Different intent scenarios call for different approaches. For example, if there's an intent for greetings or starting the bot, you might accept a lower threshold (0.40, for example) because you want to accept multiple variations of the incoming text. But if there's an intent for a specific action like making a phone call, you might want to set a higher threshold (0.95, for example) to ensure accuracy of the predicted text. Returning and reviewing all intent scores is a good way to verify that the correct intent is identified. The difference between the confidence scores of the top returned intent and the next best returned intent should be significant.

If multiple intents have close prediction scores, you might want to review and add more example utterances for each intent. Define a threshold for the difference between the top two intents. If the difference is lower than the threshold defined, make programmatic choices about handling such cases.
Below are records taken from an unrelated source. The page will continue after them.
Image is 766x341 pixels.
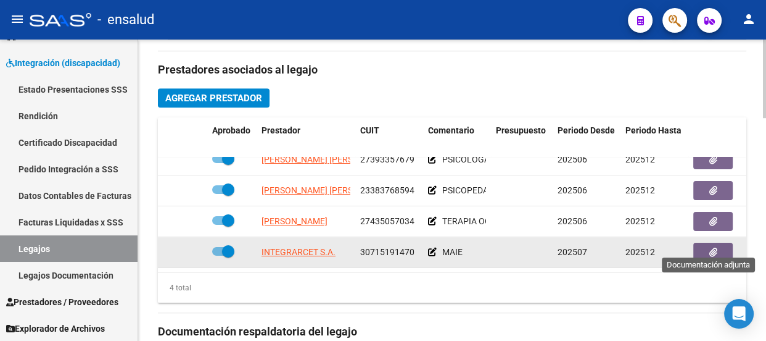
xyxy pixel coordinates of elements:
button: Agregar Prestador [158,88,270,107]
span: 202512 [626,185,655,195]
datatable-header-cell: Periodo Hasta [621,117,689,158]
mat-icon: person [742,12,757,27]
span: [PERSON_NAME] [PERSON_NAME] [262,185,396,195]
span: Presupuesto [496,125,546,135]
span: MAIE [442,247,463,257]
span: 202512 [626,247,655,257]
datatable-header-cell: Periodo Desde [553,117,621,158]
span: [PERSON_NAME] [262,216,328,226]
span: PSICOLOGA [442,154,490,164]
div: Open Intercom Messenger [724,299,754,328]
span: CUIT [360,125,380,135]
span: Integración (discapacidad) [6,56,120,70]
span: Aprobado [212,125,251,135]
span: 202512 [626,154,655,164]
span: 202506 [558,154,587,164]
span: 30715191470 [360,247,415,257]
span: Prestadores / Proveedores [6,295,118,309]
span: 202512 [626,216,655,226]
span: Periodo Desde [558,125,615,135]
h3: Prestadores asociados al legajo [158,61,747,78]
span: 202506 [558,216,587,226]
span: [PERSON_NAME] [PERSON_NAME] [262,154,396,164]
span: 202506 [558,185,587,195]
datatable-header-cell: Aprobado [207,117,257,158]
span: Prestador [262,125,301,135]
span: - ensalud [98,6,154,33]
span: TERAPIA OCUPACIONAL [442,216,538,226]
datatable-header-cell: Comentario [423,117,491,158]
span: Explorador de Archivos [6,322,105,335]
span: PSICOPEDAGOGA [442,185,513,195]
span: Comentario [428,125,475,135]
datatable-header-cell: Presupuesto [491,117,553,158]
span: 202507 [558,247,587,257]
span: 27393357679 [360,154,415,164]
span: Periodo Hasta [626,125,682,135]
span: 23383768594 [360,185,415,195]
datatable-header-cell: CUIT [355,117,423,158]
h3: Documentación respaldatoria del legajo [158,323,747,340]
datatable-header-cell: Prestador [257,117,355,158]
span: INTEGRARCET S.A. [262,247,336,257]
div: 4 total [158,281,191,294]
span: 27435057034 [360,216,415,226]
mat-icon: menu [10,12,25,27]
span: Agregar Prestador [165,93,262,104]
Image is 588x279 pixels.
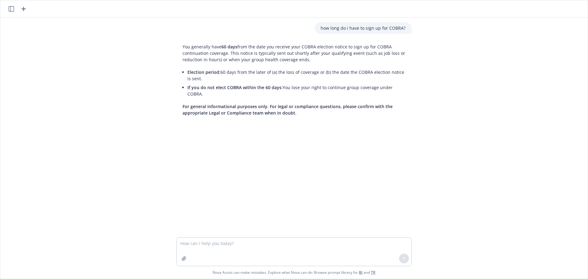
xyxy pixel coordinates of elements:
[371,270,375,275] a: TR
[183,104,393,116] span: For general informational purposes only. For legal or compliance questions, please confirm with t...
[187,83,406,98] li: You lose your right to continue group coverage under COBRA.
[359,270,363,275] a: BI
[3,266,585,279] span: Nova Assist can make mistakes. Explore what Nova can do: Browse prompt library for and
[183,43,406,63] p: You generally have from the date you receive your COBRA election notice to sign up for COBRA cont...
[187,68,406,83] li: 60 days from the later of (a) the loss of coverage or (b) the date the COBRA election notice is s...
[187,85,283,90] span: If you do not elect COBRA within the 60 days:
[187,69,221,75] span: Election period:
[321,25,406,31] p: how long do i have to sign up for COBRA?
[221,44,237,50] span: 60 days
It's critical to test the system with any thresholds being added by using real data that the system will process in production to determine the effects of various threshold values. At any point, you can always continue to add example utterances with a wider variety of contextual differences and retrain and redeploy your model.

Different training sessions and changes in evaluation

Retraining the same model without any changes in tagged data results in the same model output, and as a result, the same evaluation scores. If you add or remove tags, the model performance changes accordingly. The evaluation scores can then be compared with the previous version of the model because both have the same files in the training and testing sets, provided that no new files were added during tagging.

Adding new files or training a different model with random set splits leads to different files in training and testing sets. Although changes in evaluation scores might be noticed, they can't be directly compared to other models because performance is calculated on different splits for testing sets.

Quality of the incoming text to the system affects results

CLU only processes text. The fidelity and formatting of the incoming text affects the performance of the system. Make sure to consider the following:

  • Speech transcription quality might affect the quality of the results. If the source data is voice, use the highest quality combination of automatic and human transcription to ensure the best performance. Consider using custom speech models to obtain better-quality results.
  • Lack of standard punctuation or casing might affect the quality of the results. If you're using a speech system, like Azure AI Speech to Text, select the option to include punctuation.
  • Frequent misspellings in the training data might affect the confidence of the response. Consider using a spell-checking service to correct misspelled words. However, introducing spell-checking may not be the best solution. In all cases, the use of actual data, including spelling mistakes, provides the best results.
  • The training data for CLU models is provided by the developer. Data used in production that most closely resembles the training data yields the best performance.

Performance varies across features and languages

CLU gives users the option to use data in multiple languages. Developers can have multiple files in a dataset with different languages. A model that's trained with one language can be used to query text in other languages. Enable the multilingual option during project creation. If low scores in a certain language are noticed, consider adding more data in this language to your training set.

Not all features are at the same language parity. For example, language support in CLU varies for prebuilt entities. You might find that performance for a particular feature isn't consistent with another feature. Also, you might find that for a particular feature that performance isn't consistent across various languages. Understand language support across CLU.